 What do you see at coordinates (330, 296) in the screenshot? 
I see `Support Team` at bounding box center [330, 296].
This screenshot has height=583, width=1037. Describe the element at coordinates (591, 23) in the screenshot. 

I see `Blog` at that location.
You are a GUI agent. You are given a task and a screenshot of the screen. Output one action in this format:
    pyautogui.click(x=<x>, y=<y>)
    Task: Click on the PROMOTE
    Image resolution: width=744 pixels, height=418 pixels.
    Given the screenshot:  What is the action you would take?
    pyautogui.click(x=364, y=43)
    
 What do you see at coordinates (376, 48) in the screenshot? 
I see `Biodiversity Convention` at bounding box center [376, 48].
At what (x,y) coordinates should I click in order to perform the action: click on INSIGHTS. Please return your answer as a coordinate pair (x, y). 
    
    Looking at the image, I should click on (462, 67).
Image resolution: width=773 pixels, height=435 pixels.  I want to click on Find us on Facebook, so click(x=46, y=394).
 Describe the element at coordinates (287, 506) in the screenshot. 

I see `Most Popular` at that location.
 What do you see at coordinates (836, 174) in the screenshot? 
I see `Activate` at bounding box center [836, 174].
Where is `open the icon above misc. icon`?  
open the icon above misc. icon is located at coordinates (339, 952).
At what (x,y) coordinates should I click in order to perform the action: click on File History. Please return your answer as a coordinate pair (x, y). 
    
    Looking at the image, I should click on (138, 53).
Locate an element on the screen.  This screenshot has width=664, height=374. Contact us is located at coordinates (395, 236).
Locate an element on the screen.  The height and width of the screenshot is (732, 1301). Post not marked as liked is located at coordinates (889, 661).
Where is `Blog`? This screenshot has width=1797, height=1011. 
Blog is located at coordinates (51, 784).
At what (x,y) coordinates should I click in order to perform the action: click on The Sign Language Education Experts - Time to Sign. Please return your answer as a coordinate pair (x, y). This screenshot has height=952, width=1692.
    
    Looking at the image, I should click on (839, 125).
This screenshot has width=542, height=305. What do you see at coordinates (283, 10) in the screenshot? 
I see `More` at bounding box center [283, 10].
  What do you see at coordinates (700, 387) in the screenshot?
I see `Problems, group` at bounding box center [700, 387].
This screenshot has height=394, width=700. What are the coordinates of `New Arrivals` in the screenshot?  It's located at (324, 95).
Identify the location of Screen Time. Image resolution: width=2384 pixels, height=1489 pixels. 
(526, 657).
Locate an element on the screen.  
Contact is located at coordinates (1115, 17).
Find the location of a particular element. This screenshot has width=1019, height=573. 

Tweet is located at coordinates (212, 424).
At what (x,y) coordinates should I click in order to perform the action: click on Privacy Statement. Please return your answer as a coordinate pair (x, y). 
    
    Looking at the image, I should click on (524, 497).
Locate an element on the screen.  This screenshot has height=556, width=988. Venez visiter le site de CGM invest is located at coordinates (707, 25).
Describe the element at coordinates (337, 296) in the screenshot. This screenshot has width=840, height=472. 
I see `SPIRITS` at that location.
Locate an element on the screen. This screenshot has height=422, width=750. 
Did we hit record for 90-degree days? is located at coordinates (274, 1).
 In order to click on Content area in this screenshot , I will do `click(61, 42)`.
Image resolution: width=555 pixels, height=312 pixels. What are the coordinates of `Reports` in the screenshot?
----
▸ What is being asked: Please retype all of the material above, keeping it exact.

▸ Task solution:
 What do you see at coordinates (330, 296) in the screenshot? 
I see `Support Team` at bounding box center [330, 296].
This screenshot has height=583, width=1037. Describe the element at coordinates (591, 23) in the screenshot. 

I see `Blog` at that location.
You are a GUI agent. You are given a task and a screenshot of the screen. Output one action in this format:
    pyautogui.click(x=<x>, y=<y>)
    Task: Click on the PROMOTE
    Image resolution: width=744 pixels, height=418 pixels.
    Given the screenshot:  What is the action you would take?
    pyautogui.click(x=364, y=43)
    
 What do you see at coordinates (376, 48) in the screenshot? 
I see `Biodiversity Convention` at bounding box center [376, 48].
At what (x,y) coordinates should I click in order to perform the action: click on INSIGHTS. Please return your answer as a coordinate pair (x, y). 
    
    Looking at the image, I should click on (462, 67).
Image resolution: width=773 pixels, height=435 pixels.  I want to click on Find us on Facebook, so click(x=46, y=394).
 Describe the element at coordinates (287, 506) in the screenshot. 

I see `Most Popular` at that location.
 What do you see at coordinates (836, 174) in the screenshot? 
I see `Activate` at bounding box center [836, 174].
Where is `open the icon above misc. icon`?  
open the icon above misc. icon is located at coordinates (339, 952).
At what (x,y) coordinates should I click in order to perform the action: click on File History. Please return your answer as a coordinate pair (x, y). 
    
    Looking at the image, I should click on (138, 53).
Locate an element on the screen.  This screenshot has width=664, height=374. Contact us is located at coordinates (395, 236).
Locate an element on the screen.  The height and width of the screenshot is (732, 1301). Post not marked as liked is located at coordinates (889, 661).
Where is `Blog`? This screenshot has width=1797, height=1011. 
Blog is located at coordinates (51, 784).
At what (x,y) coordinates should I click in order to perform the action: click on The Sign Language Education Experts - Time to Sign. Please return your answer as a coordinate pair (x, y). This screenshot has height=952, width=1692.
    
    Looking at the image, I should click on (839, 125).
This screenshot has width=542, height=305. What do you see at coordinates (283, 10) in the screenshot? 
I see `More` at bounding box center [283, 10].
  What do you see at coordinates (700, 387) in the screenshot?
I see `Problems, group` at bounding box center [700, 387].
This screenshot has height=394, width=700. What are the coordinates of `New Arrivals` in the screenshot?  It's located at (324, 95).
Identify the location of Screen Time. Image resolution: width=2384 pixels, height=1489 pixels. 
(526, 657).
Locate an element on the screen.  
Contact is located at coordinates (1115, 17).
Find the location of a particular element. This screenshot has width=1019, height=573. 

Tweet is located at coordinates (212, 424).
At what (x,y) coordinates should I click in order to perform the action: click on Privacy Statement. Please return your answer as a coordinate pair (x, y). 
    
    Looking at the image, I should click on (524, 497).
Locate an element on the screen.  This screenshot has height=556, width=988. Venez visiter le site de CGM invest is located at coordinates (707, 25).
Describe the element at coordinates (337, 296) in the screenshot. This screenshot has width=840, height=472. 
I see `SPIRITS` at that location.
Locate an element on the screen. This screenshot has height=422, width=750. 
Did we hit record for 90-degree days? is located at coordinates (274, 1).
 In order to click on Content area in this screenshot , I will do `click(61, 42)`.
Image resolution: width=555 pixels, height=312 pixels. What are the coordinates of `Reports` in the screenshot?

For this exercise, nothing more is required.